The gens has passed through successive stages of development in its
transition from its archaic to its final form with the progress of
mankind. These changes were limited in the main to two, firstly,
changing descent from the female line, which was the archaic rule,
as among the Iroquois, to the male line, which was the final rule,
as among the Grecian and Roman gentes; and, secondly, changing the
inheritance of the property of a deceased member of the gens from
his gentiles, who took it in the archaic period, first to his
agnatic kindred, and finally to his children.
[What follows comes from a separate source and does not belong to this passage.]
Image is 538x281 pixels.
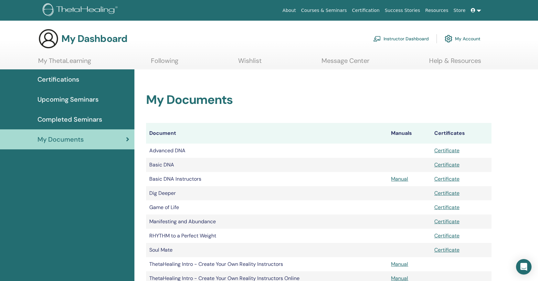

These changes, slight
as they may seem, indicate very great changes of condition as well
as a large degree of progressive development.

The gentile organization, originating in the period of savagery,
enduring through the three subperiods of barbarism, finally gave way,
among the more advanced tribes, when they attained civilization--the
requirements of which it was unable to meet. Among the Greeks and
Romans political society supervened upon gentile society, but not
until civilization had commenced. The township (and its equivalent,
the city ward), with its fixed property, and the inhabitants it
contained, organized as a body politic, became the unit and the
basis of a new and radically different system of government. After
political society was instituted this ancient and time-honored
organization, with the phratry and tribe developed from it,
gradually yielded up their existence. It was under gentile
institutions that barbarism was won by some of the tribes of mankind
while in savagery, and that civilization was won by the descendants
of some of the same tribes while in barbarism. Gentile institutions
carried a portion of mankind from savagery to civilization.